Supplied material:
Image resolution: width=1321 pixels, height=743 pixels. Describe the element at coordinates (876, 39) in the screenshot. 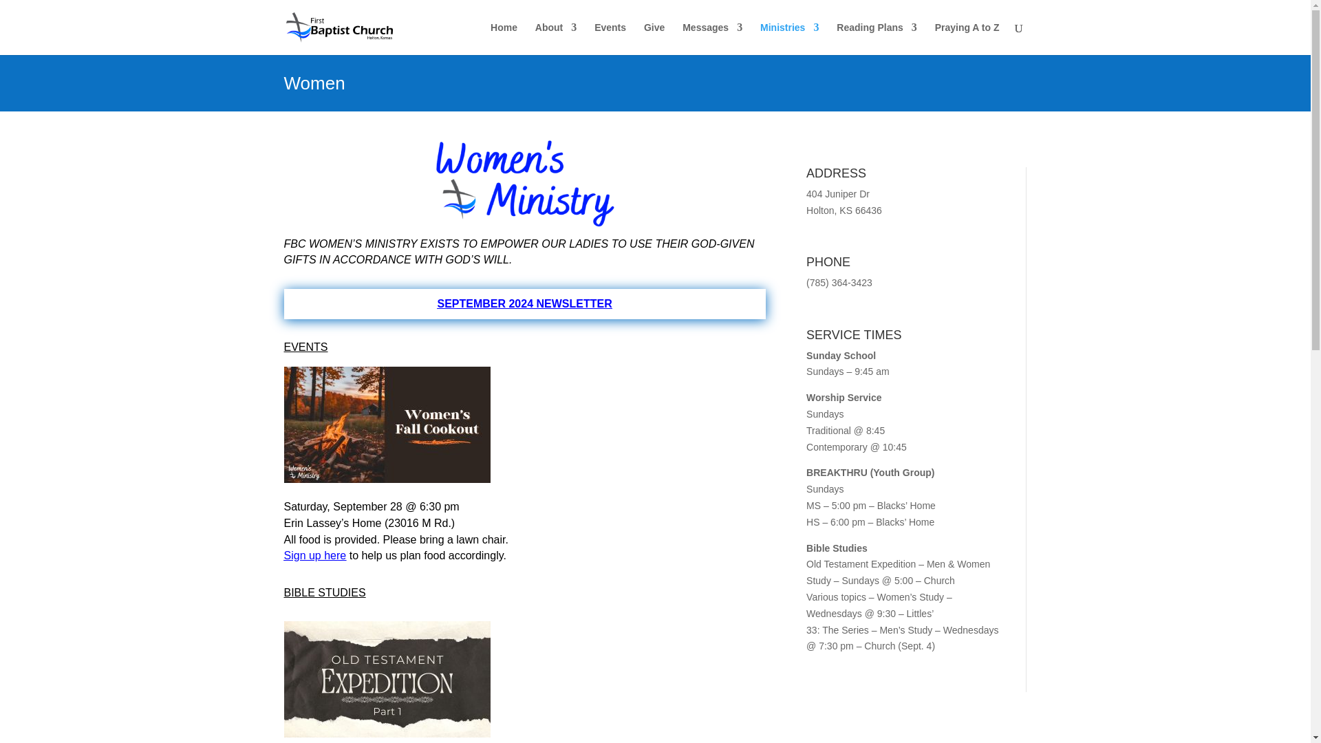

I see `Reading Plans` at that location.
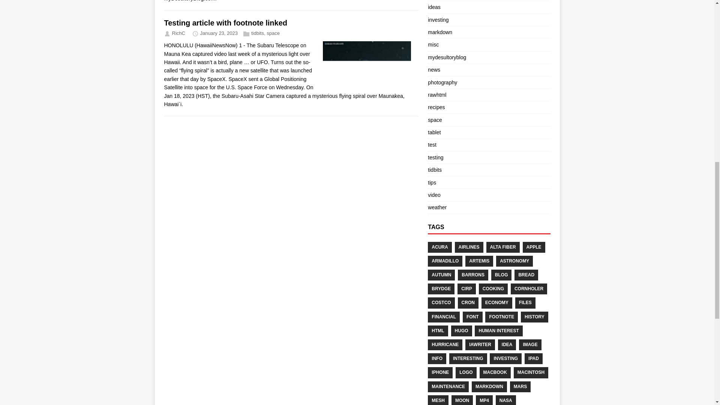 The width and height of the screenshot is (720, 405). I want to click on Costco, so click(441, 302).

--

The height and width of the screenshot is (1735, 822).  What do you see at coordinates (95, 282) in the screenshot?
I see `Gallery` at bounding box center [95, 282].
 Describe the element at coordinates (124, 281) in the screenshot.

==

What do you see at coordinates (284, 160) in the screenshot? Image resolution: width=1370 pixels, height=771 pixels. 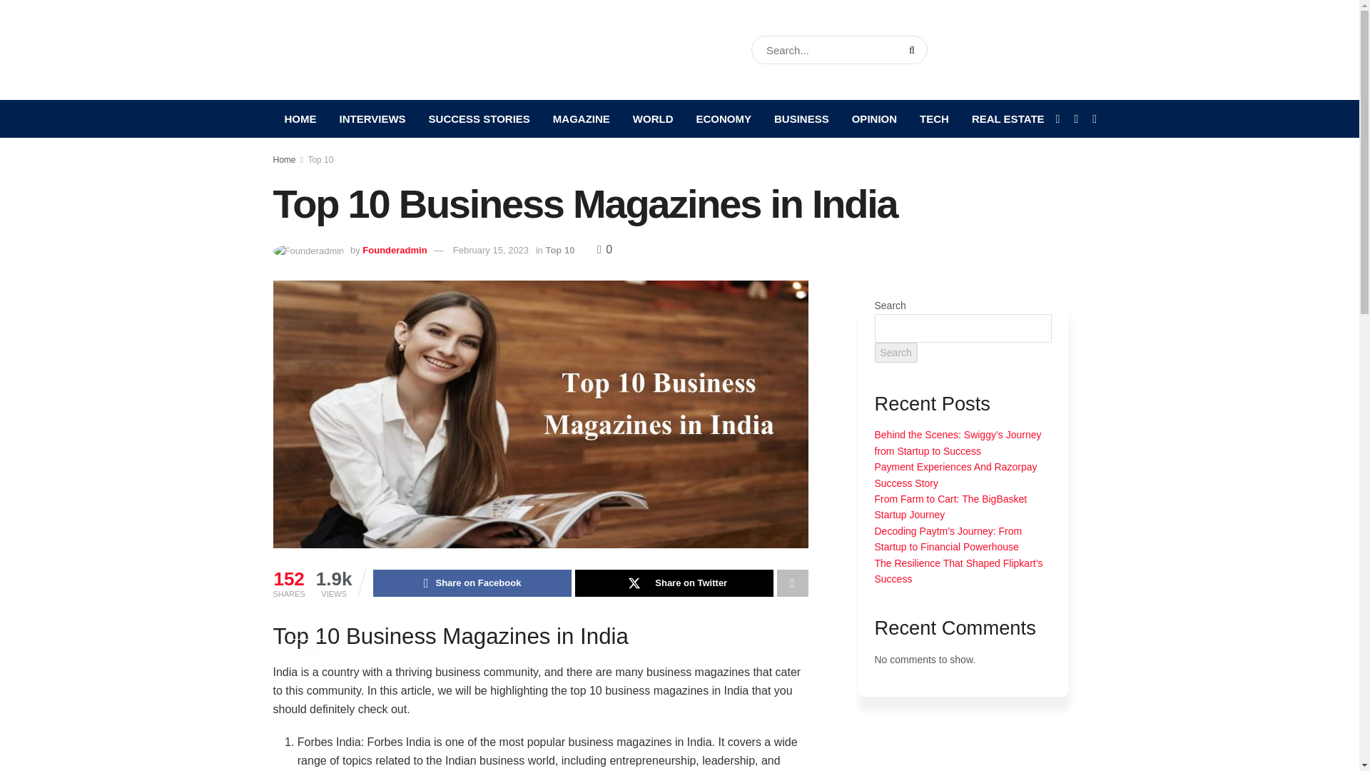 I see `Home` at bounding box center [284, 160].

What needs to be done: Reproduce, exactly as they stand in the data above, the lines from the one that holds "The height and" to the one that holds "Describe the element at coordinates (124, 281)", inclusive.

Answer for this exercise:
The height and width of the screenshot is (1735, 822).  What do you see at coordinates (95, 282) in the screenshot?
I see `Gallery` at bounding box center [95, 282].
 Describe the element at coordinates (124, 281) in the screenshot.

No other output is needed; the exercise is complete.